The most important step of implementing color management into your digital photography workflow is to calibrate your monitor. Calibrating on a regular basis is important because the colors, brightness, and contrast of your monitor change over time. Whether you use one of those big clunky computer monitors (called CRTs), a sleek new LCD monitor, or a laptop, the rule remains the same: Calibrate on a regular basis. Properly profiling and adjusting your monitor ensures that what you see is what you'll get in your final output of your digital image.
When you calibrate your monitor, you make adjustments to the brightness, contrast, and color balance to match what your calibration software uses as its standard. These adjustments are actual physical changes to the operation of the monitor (but not to the image files you are viewing). The adjustments are necessary to produce an accurate profile, which your computer then uses to determine what prints out.
Calibrating with Adobe Gamma
Adobe Gamma is a Windows software utility (included with Photoshop CS2) that you can use to calibrate your monitor and to create a profile that your computer will use. The Mac version of Adobe Gamma was available with previous versions of Photoshop and is no longer included with Photoshop CS2. Instead, Mac users can use the Apple Display Calibrator Assistant found in the System Preferences folder.
Adobe Gamma is a decent tool for calibrating your monitor if you're a casual Photoshop user and don't print a lot of photographs. If you're more serious about digital photography and regularly produce prints on a photo-quality printer, you should strongly consider purchasing a more advanced colorimeter and the software to go with it. You'll get significantly better results with this equipment, saving time, money, paper, and ink cartridges. (The next section covers colorimeters and other such advanced calibration tools.)
When you calibrate your monitor with Adobe Gamma, a color profile automatically loads into your Windows Startup Menu every time you turn on your computer. If you graduate to a more sophisticated colorimeter and use it to create a monitor profile for your computer, make sure you delete Adobe Gamma from your computer's Startup Menu to prevent Adobe Gamma from interfering with your new monitor-profile setup.
Calibrating with a colorimeter
The best solution for calibrating your monitor is specialized software used in conjunction with a colorimeter, a device that reads the actual color values produced by your monitor. Today's top monitor-calibration systems include the ColorVision Spyder2, the ColorVision Color Plus (great for home systems), Monaco Systems MonacoOPTIX, and Gretag Macbeth Eye-One Display.
Following are some important points to consider when using a monitor-calibration package to calibrate your monitor:
Colorimeters read color from your monitor much more accurately than you can when you look at your monitor; they provide a precise color profile.
All the monitor-calibration products mentioned above include colorimeters that attach to LCD monitors, as well as to CRTs.
The software programs are easy to use and provide step-by-step instructions while performing the calibration of your monitor. Usually the steps to calibrate your monitor with any of these products aren't any more difficult than using Gamma or Colorsync on the Mac.
Most monitor-calibration solutions automatically remind you to calibrate your monitor every two to four weeks. This is important because monitor characteristics change over time; if you don't recalibrate on a regular basis, your settings start to look like bad science fiction.
Make sure the lights in the room you're working in are dimmed and the blinds are closed when you calibrate your monitor. (Lighting candles and incense can be cool, but keep 'em far enough away from the computer so the particles they give off don't gum up the works.)
For best results, let your monitor warm up for 30 minutes before you start any calibration procedure.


Problem to solve:
Write out the records again exactly and exclude the pictures.

Data supplied:
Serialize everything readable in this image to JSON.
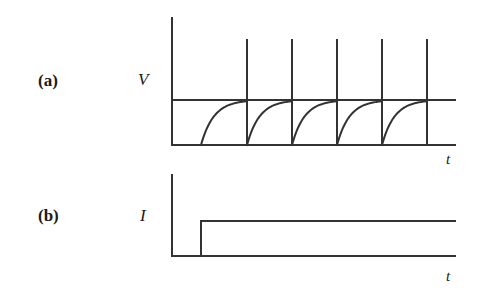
{
  "figure": {
    "background": "#ffffff",
    "line_color": "#333333",
    "width": 477,
    "height": 294
  },
  "panels": [
    {
      "id": "a",
      "label": "(a)",
      "label_x": 38,
      "label_y": 72,
      "y_axis_label": "V",
      "y_axis_label_x": 138,
      "y_axis_label_y": 71,
      "x_axis_label": "t",
      "x_axis_label_x": 446,
      "x_axis_label_y": 152,
      "quantity": "voltage"
    },
    {
      "id": "b",
      "label": "(b)",
      "label_x": 38,
      "label_y": 207,
      "y_axis_label": "I",
      "y_axis_label_x": 140,
      "y_axis_label_y": 207,
      "x_axis_label": "t",
      "x_axis_label_x": 446,
      "x_axis_label_y": 269,
      "quantity": "current"
    }
  ],
  "chart_data": [
    {
      "type": "line",
      "title": "(a) Voltage versus time",
      "xlabel": "t",
      "ylabel": "V",
      "grid": false,
      "legend": false,
      "axes": {
        "origin_x": 172,
        "baseline_y": 145,
        "axis_top_y": 18,
        "axis_right_x": 455
      },
      "levels": {
        "baseline": 145,
        "plateau": 100,
        "spike_top": 40
      },
      "plateau_line": {
        "x_start": 172,
        "x_end": 455,
        "y": 100
      },
      "spikes": [
        {
          "x": 247,
          "y_top": 40,
          "y_bottom": 145
        },
        {
          "x": 292,
          "y_top": 40,
          "y_bottom": 145
        },
        {
          "x": 337,
          "y_top": 40,
          "y_bottom": 145
        },
        {
          "x": 382,
          "y_top": 40,
          "y_bottom": 145
        },
        {
          "x": 427,
          "y_top": 40,
          "y_bottom": 145
        }
      ],
      "charging_curves": [
        {
          "x_start": 201,
          "x_end": 247
        },
        {
          "x_start": 247,
          "x_end": 292
        },
        {
          "x_start": 292,
          "x_end": 337
        },
        {
          "x_start": 337,
          "x_end": 382
        },
        {
          "x_start": 382,
          "x_end": 427
        }
      ],
      "description": "Sawtooth relaxation oscillation: exponential charging curves rise from baseline to a plateau level, each terminated by a vertical spike extending above the plateau."
    },
    {
      "type": "line",
      "title": "(b) Current versus time",
      "xlabel": "t",
      "ylabel": "I",
      "grid": false,
      "legend": false,
      "axes": {
        "origin_x": 172,
        "baseline_y": 256,
        "axis_top_y": 175,
        "axis_right_x": 455
      },
      "step": {
        "x_step": 201,
        "y_low": 256,
        "y_high": 221,
        "x_end": 455
      },
      "description": "Step function: current is zero until the switch time, then jumps to a constant steady value."
    }
  ]
}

Result for this exercise:
Serialize everything readable in this image to JSON.
{
  "figure": {
    "background": "#ffffff",
    "line_color": "#333333",
    "width": 477,
    "height": 294
  },
  "panels": [
    {
      "id": "a",
      "label": "(a)",
      "label_x": 38,
      "label_y": 72,
      "y_axis_label": "V",
      "y_axis_label_x": 138,
      "y_axis_label_y": 71,
      "x_axis_label": "t",
      "x_axis_label_x": 446,
      "x_axis_label_y": 152,
      "quantity": "voltage"
    },
    {
      "id": "b",
      "label": "(b)",
      "label_x": 38,
      "label_y": 207,
      "y_axis_label": "I",
      "y_axis_label_x": 140,
      "y_axis_label_y": 207,
      "x_axis_label": "t",
      "x_axis_label_x": 446,
      "x_axis_label_y": 269,
      "quantity": "current"
    }
  ],
  "chart_data": [
    {
      "type": "line",
      "title": "(a) Voltage versus time",
      "xlabel": "t",
      "ylabel": "V",
      "grid": false,
      "legend": false,
      "axes": {
        "origin_x": 172,
        "baseline_y": 145,
        "axis_top_y": 18,
        "axis_right_x": 455
      },
      "levels": {
        "baseline": 145,
        "plateau": 100,
        "spike_top": 40
      },
      "plateau_line": {
        "x_start": 172,
        "x_end": 455,
        "y": 100
      },
      "spikes": [
        {
          "x": 247,
          "y_top": 40,
          "y_bottom": 145
        },
        {
          "x": 292,
          "y_top": 40,
          "y_bottom": 145
        },
        {
          "x": 337,
          "y_top": 40,
          "y_bottom": 145
        },
        {
          "x": 382,
          "y_top": 40,
          "y_bottom": 145
        },
        {
          "x": 427,
          "y_top": 40,
          "y_bottom": 145
        }
      ],
      "charging_curves": [
        {
          "x_start": 201,
          "x_end": 247
        },
        {
          "x_start": 247,
          "x_end": 292
        },
        {
          "x_start": 292,
          "x_end": 337
        },
        {
          "x_start": 337,
          "x_end": 382
        },
        {
          "x_start": 382,
          "x_end": 427
        }
      ],
      "description": "Sawtooth relaxation oscillation: exponential charging curves rise from baseline to a plateau level, each terminated by a vertical spike extending above the plateau."
    },
    {
      "type": "line",
      "title": "(b) Current versus time",
      "xlabel": "t",
      "ylabel": "I",
      "grid": false,
      "legend": false,
      "axes": {
        "origin_x": 172,
        "baseline_y": 256,
        "axis_top_y": 175,
        "axis_right_x": 455
      },
      "step": {
        "x_step": 201,
        "y_low": 256,
        "y_high": 221,
        "x_end": 455
      },
      "description": "Step function: current is zero until the switch time, then jumps to a constant steady value."
    }
  ]
}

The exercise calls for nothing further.